Back already with new material, Blondshell storms back into the spotlight without having left it. Their self-titled debut was a powerhouse of alt-pop charms and the consistent tour to follow has meant Veronica Mars and all the rest of those excellent, earworm riffs, have stayed constant. T&A falls right into place because of it. Tits and ass. That is what Blondshell says this track stands for, or at least this is what she told the Glastonbury crowd last year. It could be the case. It could be an unchanged message. A summery feel, the appeal of openness and all that remains for Blondshell is to deliver T&A with the same bold atmosphere as her debut album. It works, inevitably so. These are confident punches at people trying to ride the coattails of someone with an opportunity to change in the public eye.
T&A has a direct purpose. It slams the brakes on an otherwise idealistic moment between close hearts and begins to dismantle this sense of well-being. But unpack it for yourself, find the rough edges where the grooves should go, and do as Blondshell does with this outstanding lead track. Exceptional instrumentals are not just expected but improved on here, the passion and power of a tightly wound guitar riff is all it takes to cement Blondshell. Those soft jangle pop moments, the fade and echo on the instrumental section as a way of making those moments of passionless love feel dream-like are all too real, all too momentous. T&A is much more than some lover’s tiff, it strikes with a self-confidence so necessary to sexual encounters, to moments of love and giving in to lust. T&A is a desire from one unnamed person to another, one that makes the person in control of this situation question the motives and actions of the other.
Bold material like this will always have a place. Those occasions of maturity are all part of the process, and yet the rage lingers throughout T&A, and deservedly so. Stylish and slick work will be no surprise to those who listened through Blondshell for much of last summer, and even now its alternative rock style stands tall, well above its contemporaries. T&A is a song of attraction and distraction. “Why don’t the good ones love me,” is a call of self-respect, of questioning all those wrong choices. They litter the past, build the present and are likely somewhere in the future, too. But T&A remains defiant in a way Blondshell has mastered. Even in those moments of infinite questioning is a clear path through, a desire set to be made a part of their life.
Such is the difference between Blondshell and contemporaries in the same field. They are all moved by the passions and want of it, but few who are making it their focal point. Blondshell does this well with T&A. Harsh interactions and harsher words fall through this lead single, a stunning showcase of intimacy and the colder inevitabilities of it when with an incompatible other person. From family embarrassments to moments which change a lover’s mind, T&A showcases sex as an activity with a necessary new layer. Strong writing is crucial here – it could come across as crass or needy, but it never does. Much of that is because of how monumental an alt-rock writer Blondshell is, but part of it is because of how personable and how naturally it all comes together.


* Exercise instructions
Reproduce the listing exactly, keeping every word as it is.

[Data to use — start]

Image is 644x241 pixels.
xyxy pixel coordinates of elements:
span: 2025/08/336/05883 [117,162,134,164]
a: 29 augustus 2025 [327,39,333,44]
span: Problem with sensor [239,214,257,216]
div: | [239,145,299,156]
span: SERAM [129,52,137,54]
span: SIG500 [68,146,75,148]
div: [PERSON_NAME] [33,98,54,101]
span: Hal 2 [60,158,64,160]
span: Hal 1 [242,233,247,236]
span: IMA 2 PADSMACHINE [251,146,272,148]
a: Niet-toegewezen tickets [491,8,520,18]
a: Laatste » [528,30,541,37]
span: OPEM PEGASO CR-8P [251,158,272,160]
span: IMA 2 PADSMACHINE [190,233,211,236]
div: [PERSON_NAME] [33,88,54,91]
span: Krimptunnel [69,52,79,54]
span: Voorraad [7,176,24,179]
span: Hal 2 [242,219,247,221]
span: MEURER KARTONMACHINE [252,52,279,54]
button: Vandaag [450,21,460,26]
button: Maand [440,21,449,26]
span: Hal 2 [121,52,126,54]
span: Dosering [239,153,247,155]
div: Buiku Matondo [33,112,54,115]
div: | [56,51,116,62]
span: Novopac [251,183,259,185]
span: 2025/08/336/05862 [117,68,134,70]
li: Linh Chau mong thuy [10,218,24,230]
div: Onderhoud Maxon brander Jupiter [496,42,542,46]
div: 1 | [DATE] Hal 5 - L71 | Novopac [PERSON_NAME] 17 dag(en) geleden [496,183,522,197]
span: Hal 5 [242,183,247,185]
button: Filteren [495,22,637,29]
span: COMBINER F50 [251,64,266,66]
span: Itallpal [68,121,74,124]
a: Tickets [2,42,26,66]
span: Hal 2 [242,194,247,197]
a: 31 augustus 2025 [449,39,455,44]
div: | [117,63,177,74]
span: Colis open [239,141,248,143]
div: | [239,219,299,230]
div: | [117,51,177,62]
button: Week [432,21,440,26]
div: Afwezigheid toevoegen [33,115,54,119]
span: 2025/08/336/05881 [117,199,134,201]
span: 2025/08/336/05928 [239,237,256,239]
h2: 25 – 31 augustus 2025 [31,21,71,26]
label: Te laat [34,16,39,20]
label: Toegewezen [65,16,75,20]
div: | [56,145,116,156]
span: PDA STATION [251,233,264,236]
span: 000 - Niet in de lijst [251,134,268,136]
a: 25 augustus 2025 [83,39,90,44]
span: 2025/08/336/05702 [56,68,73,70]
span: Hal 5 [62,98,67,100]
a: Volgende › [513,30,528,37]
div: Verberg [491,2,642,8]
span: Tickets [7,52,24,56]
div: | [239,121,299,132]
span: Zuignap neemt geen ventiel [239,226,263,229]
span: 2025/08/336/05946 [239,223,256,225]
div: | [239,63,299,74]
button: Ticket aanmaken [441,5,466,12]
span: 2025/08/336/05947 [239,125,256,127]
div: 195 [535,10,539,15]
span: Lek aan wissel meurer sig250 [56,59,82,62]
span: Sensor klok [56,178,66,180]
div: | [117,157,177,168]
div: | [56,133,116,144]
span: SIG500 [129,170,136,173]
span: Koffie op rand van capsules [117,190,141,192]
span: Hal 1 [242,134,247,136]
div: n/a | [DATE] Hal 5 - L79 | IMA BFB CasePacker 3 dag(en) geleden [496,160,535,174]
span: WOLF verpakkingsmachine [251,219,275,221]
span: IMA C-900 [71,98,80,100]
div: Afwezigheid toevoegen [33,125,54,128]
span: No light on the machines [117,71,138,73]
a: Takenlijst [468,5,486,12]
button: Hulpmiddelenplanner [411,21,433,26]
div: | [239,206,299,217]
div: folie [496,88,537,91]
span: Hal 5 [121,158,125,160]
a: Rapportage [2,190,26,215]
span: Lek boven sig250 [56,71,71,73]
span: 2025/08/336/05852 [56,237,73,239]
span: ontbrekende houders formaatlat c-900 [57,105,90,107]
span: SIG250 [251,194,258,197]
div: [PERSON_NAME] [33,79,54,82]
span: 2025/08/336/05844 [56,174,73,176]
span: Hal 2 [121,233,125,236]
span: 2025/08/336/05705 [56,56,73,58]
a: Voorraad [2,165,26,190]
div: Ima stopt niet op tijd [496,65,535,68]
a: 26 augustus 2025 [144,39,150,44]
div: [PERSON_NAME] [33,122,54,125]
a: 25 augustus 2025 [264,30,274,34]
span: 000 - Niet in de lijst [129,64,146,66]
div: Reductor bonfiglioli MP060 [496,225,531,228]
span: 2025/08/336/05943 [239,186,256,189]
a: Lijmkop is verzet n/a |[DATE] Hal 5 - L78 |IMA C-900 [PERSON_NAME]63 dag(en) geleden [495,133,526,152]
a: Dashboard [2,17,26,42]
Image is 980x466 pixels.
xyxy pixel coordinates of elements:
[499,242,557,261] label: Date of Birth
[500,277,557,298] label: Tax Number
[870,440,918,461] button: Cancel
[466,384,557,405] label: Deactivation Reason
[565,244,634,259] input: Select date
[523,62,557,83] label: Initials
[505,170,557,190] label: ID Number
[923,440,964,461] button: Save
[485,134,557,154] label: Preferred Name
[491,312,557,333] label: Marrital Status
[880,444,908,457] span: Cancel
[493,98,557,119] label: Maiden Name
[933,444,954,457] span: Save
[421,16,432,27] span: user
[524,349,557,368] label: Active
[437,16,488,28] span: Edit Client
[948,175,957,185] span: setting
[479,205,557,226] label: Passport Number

[Data to use — finish]

* Output for this exercise
Image is 644x241 pixels.
xyxy pixel coordinates of elements:
span: 2025/08/336/05883 [117,162,134,164]
a: 29 augustus 2025 [327,39,333,44]
span: Problem with sensor [239,214,257,216]
div: | [239,145,299,156]
span: SERAM [129,52,137,54]
span: SIG500 [68,146,75,148]
div: [PERSON_NAME] [33,98,54,101]
span: Hal 2 [60,158,64,160]
span: Hal 1 [242,233,247,236]
span: IMA 2 PADSMACHINE [251,146,272,148]
a: Niet-toegewezen tickets [491,8,520,18]
a: Laatste » [528,30,541,37]
span: OPEM PEGASO CR-8P [251,158,272,160]
span: IMA 2 PADSMACHINE [190,233,211,236]
div: [PERSON_NAME] [33,88,54,91]
span: Krimptunnel [69,52,79,54]
span: Voorraad [7,176,24,179]
span: Hal 2 [242,219,247,221]
span: MEURER KARTONMACHINE [252,52,279,54]
button: Vandaag [450,21,460,26]
button: Maand [440,21,449,26]
span: Hal 2 [121,52,126,54]
span: Dosering [239,153,247,155]
div: Buiku Matondo [33,112,54,115]
div: | [56,51,116,62]
span: Novopac [251,183,259,185]
span: 2025/08/336/05862 [117,68,134,70]
li: Linh Chau mong thuy [10,218,24,230]
div: Onderhoud Maxon brander Jupiter [496,42,542,46]
div: 1 | [DATE] Hal 5 - L71 | Novopac [PERSON_NAME] 17 dag(en) geleden [496,183,522,197]
span: Hal 5 [242,183,247,185]
button: Filteren [495,22,637,29]
span: COMBINER F50 [251,64,266,66]
span: Itallpal [68,121,74,124]
a: Tickets [2,42,26,66]
span: Hal 2 [242,194,247,197]
a: 31 augustus 2025 [449,39,455,44]
div: | [117,63,177,74]
span: Colis open [239,141,248,143]
div: | [239,219,299,230]
div: | [117,51,177,62]
button: Week [432,21,440,26]
div: Afwezigheid toevoegen [33,115,54,119]
span: 2025/08/336/05881 [117,199,134,201]
span: 2025/08/336/05928 [239,237,256,239]
h2: 25 – 31 augustus 2025 [31,21,71,26]
label: Te laat [34,16,39,20]
label: Toegewezen [65,16,75,20]
div: | [56,145,116,156]
span: PDA STATION [251,233,264,236]
span: 000 - Niet in de lijst [251,134,268,136]
a: 25 augustus 2025 [83,39,90,44]
span: 2025/08/336/05702 [56,68,73,70]
span: Hal 5 [62,98,67,100]
a: Volgende › [513,30,528,37]
div: Verberg [491,2,642,8]
span: Tickets [7,52,24,56]
div: | [239,121,299,132]
span: Zuignap neemt geen ventiel [239,226,263,229]
span: 2025/08/336/05946 [239,223,256,225]
div: | [239,63,299,74]
button: Ticket aanmaken [441,5,466,12]
span: 2025/08/336/05947 [239,125,256,127]
div: 195 [535,10,539,15]
span: Lek aan wissel meurer sig250 [56,59,82,62]
span: Sensor klok [56,178,66,180]
div: | [117,157,177,168]
div: | [56,133,116,144]
span: SIG500 [129,170,136,173]
span: Koffie op rand van capsules [117,190,141,192]
span: Hal 1 [242,134,247,136]
div: n/a | [DATE] Hal 5 - L79 | IMA BFB CasePacker 3 dag(en) geleden [496,160,535,174]
span: WOLF verpakkingsmachine [251,219,275,221]
span: IMA C-900 [71,98,80,100]
div: Afwezigheid toevoegen [33,125,54,128]
span: No light on the machines [117,71,138,73]
a: Takenlijst [468,5,486,12]
button: Hulpmiddelenplanner [411,21,433,26]
div: | [239,206,299,217]
div: folie [496,88,537,91]
span: Hal 5 [121,158,125,160]
a: Rapportage [2,190,26,215]
span: Lek boven sig250 [56,71,71,73]
span: 2025/08/336/05852 [56,237,73,239]
span: ontbrekende houders formaatlat c-900 [57,105,90,107]
span: SIG250 [251,194,258,197]
div: [PERSON_NAME] [33,79,54,82]
span: 2025/08/336/05844 [56,174,73,176]
span: Hal 2 [121,233,125,236]
span: 2025/08/336/05705 [56,56,73,58]
a: Voorraad [2,165,26,190]
div: Ima stopt niet op tijd [496,65,535,68]
a: 26 augustus 2025 [144,39,150,44]
div: [PERSON_NAME] [33,122,54,125]
a: 25 augustus 2025 [264,30,274,34]
span: 000 - Niet in de lijst [129,64,146,66]
div: Reductor bonfiglioli MP060 [496,225,531,228]
span: 2025/08/336/05943 [239,186,256,189]
a: Lijmkop is verzet n/a |[DATE] Hal 5 - L78 |IMA C-900 [PERSON_NAME]63 dag(en) geleden [495,133,526,152]
a: Dashboard [2,17,26,42]
Image is 980x466 pixels.
xyxy pixel coordinates of elements:
[499,242,557,261] label: Date of Birth
[500,277,557,298] label: Tax Number
[870,440,918,461] button: Cancel
[466,384,557,405] label: Deactivation Reason
[565,244,634,259] input: Select date
[523,62,557,83] label: Initials
[505,170,557,190] label: ID Number
[923,440,964,461] button: Save
[485,134,557,154] label: Preferred Name
[491,312,557,333] label: Marrital Status
[880,444,908,457] span: Cancel
[493,98,557,119] label: Maiden Name
[933,444,954,457] span: Save
[421,16,432,27] span: user
[524,349,557,368] label: Active
[437,16,488,28] span: Edit Client
[948,175,957,185] span: setting
[479,205,557,226] label: Passport Number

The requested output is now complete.